Chosen Kin: Making Our Loyalties
Mai’a Williams Miss Major Claricia Revlon
How do communities formed under the duress of violent othering and the joy of solidarity – such as ballroom culture, Black diasporas, Zapatistas – reform bonds of kinship?
Arika have been creating events since 2001. The Archive is space to share the documentation of our work, over 600 events from the past 20 years. Browse the archive by event, artists and collections, explore using theme pairs, or use the index for a comprehensive overview.
How do communities formed under the duress of violent othering and the joy of solidarity – such as ballroom culture, Black diasporas, Zapatistas – reform bonds of kinship?
Conceived of as a dual publication, video cassette and booklet, to be presented as an installation. The content of the videotape is the artist watching television.
Sound and image slipping out of synch and into discord, the programme includes (in London at least) a very special version of Hollis Frampton’s masterful (nostalgia) with a live narration by Michael Snow.
Hartmut led “a workshop in the old-fashioned way of discussion, mutual exploration of ideas and samples; trying out what can be shared and where the fault lines show.”
Could they be one of the most ferocious live noise acts around, or a necessary and ludicrous parody of ferocious noise acts? Could they be both?
Ecstatic, intensely joyous experimental club music: like “the sound of our water ceremonies…40 bands playing their melodies at once to recreate the cacophony of the first aurora and the call of the morning star Venus”.
A short chat about what we (Arika) might be trying to do with our program for the Biennial.
Join Scot-PEP, SWARM and Decrim Now for a day of panel discussions focusing on: sex worker’s labour rights, how decriminalisation can help in the struggle for sex worker safety, sex work & migration with a film screening of Crossings.
How does this practice, that simultaneously resists and honours the distinctions between these genres, materials and senses, determine the inhabitation of another: a convergence of aesthetic and social experimentation?
A conversation between Philip and Moten: how do we read NourbeSe’s anti-narrative poetic lament in Glasgow today, given the city’s role in the history of slavery?
A drone installation populated by flourescent strip lights working in complicity with analogue radios – “all the lights just do their thing”.
How do poetry and maths stitch together pictures of our fractured situation from its wreckage and relics, from the debris of hope and the well of residues that make us what we are?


_Problem to work on_
Whichever lines include the word "Stand", copy them as they appear in the data.

_Data about app and page elements_
%%
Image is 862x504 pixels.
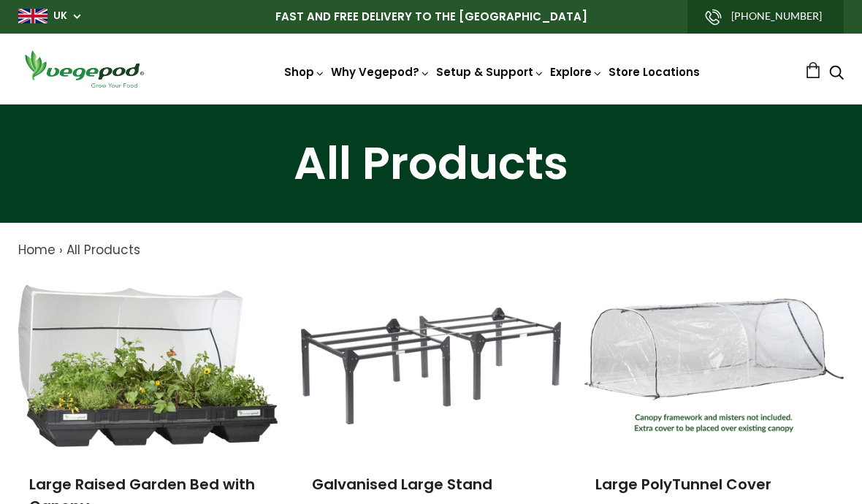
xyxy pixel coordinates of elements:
a: Shop [284,64,325,80]
a: Why Vegepod? [331,64,430,80]
h1: All Products [19,141,844,186]
span: › [59,241,63,258]
a: Setup & Support [436,64,544,80]
a: All Products [66,241,140,258]
img: Galvanised Large Stand [301,308,560,424]
img: Vegepod [19,48,150,90]
a: Home [19,241,55,258]
a: Search [829,66,844,82]
img: gb_large.png [19,9,47,24]
a: UK [53,9,67,24]
nav: breadcrumbs [19,241,844,260]
a: Store Locations [609,64,700,80]
img: Large Raised Garden Bed with Canopy [19,285,277,447]
img: Large PolyTunnel Cover [585,299,844,433]
a: Galvanised Large Stand [312,474,492,494]
a: Large PolyTunnel Cover [596,474,771,494]
a: Explore [550,64,603,80]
%%
_Exercise result_
img: Galvanised Large Stand [301,308,560,424]
a: Galvanised Large Stand [312,474,492,494]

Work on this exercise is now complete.